Room Envelopes: A Synthetic Dataset for Indoor Layout Reconstruction from Images
This work addresses the challenge of reconstructing occluded surfaces in indoor scenes for computer vision applications, but it is incremental as it primarily introduces a dataset rather than a novel method.
The paper tackles the problem of incomplete 3D scene reconstructions by focusing on predicting structural elements like walls, floors, and ceilings, and presents a synthetic dataset called Room Envelopes to facilitate this task.

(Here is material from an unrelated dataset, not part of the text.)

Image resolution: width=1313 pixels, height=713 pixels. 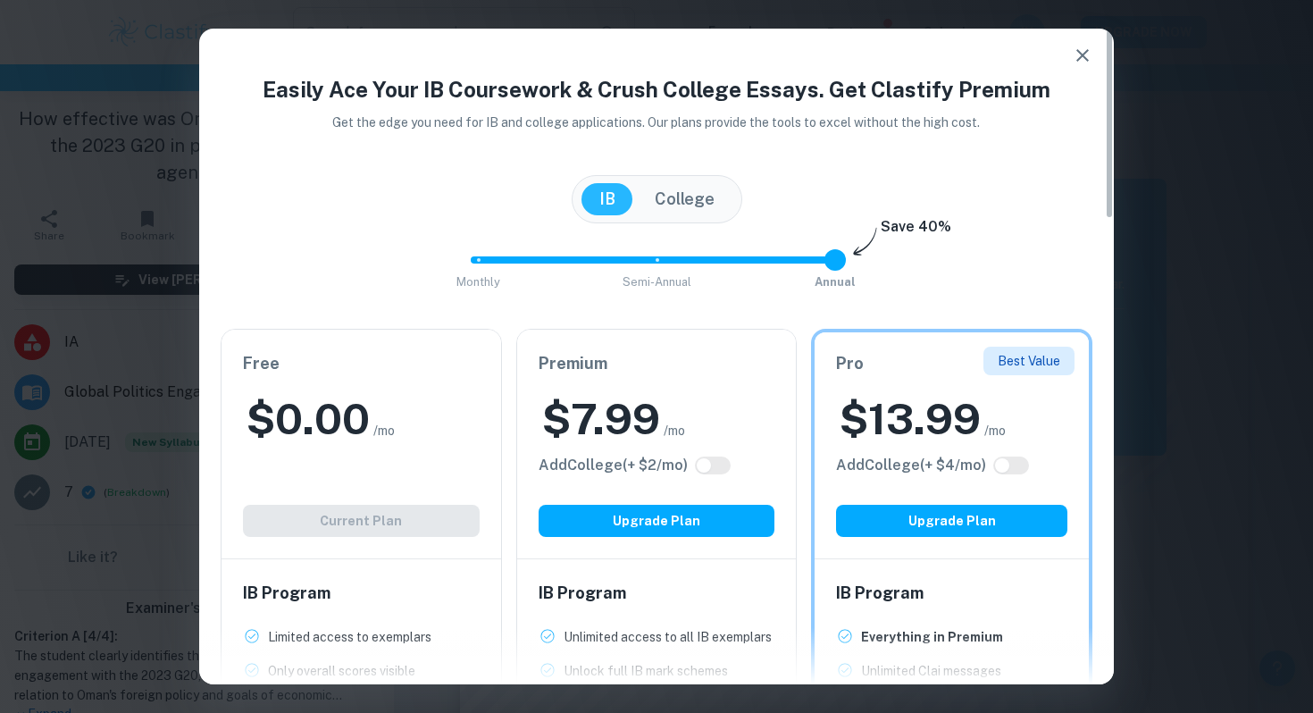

Modern scene reconstruction methods are able to accurately recover 3D surfaces that are visible in one or more images. However, this leads to incomplete reconstructions, missing all occluded surfaces. While much progress has been made on reconstructing entire objects given partial observations using generative models, the structural elements of a scene, like the walls, floors and ceilings, have received less attention. We argue that these scene elements should be relatively easy to predict, since they are typically planar, repetitive and simple, and so less costly approaches may be suitable. In this work, we present a synthetic dataset -- Room Envelopes -- that facilitates progress on this task by providing a set of RGB images and two associated pointmaps for each image: one capturing the visible surface and one capturing the first surface once fittings and fixtures are removed, that is, the structural layout. As we show, this enables direct supervision for feed-forward monocular geometry estimators that predict both the first visible surface and the first layout surface. This confers an understanding of the scene's extent, as well as the shape and location of its objects.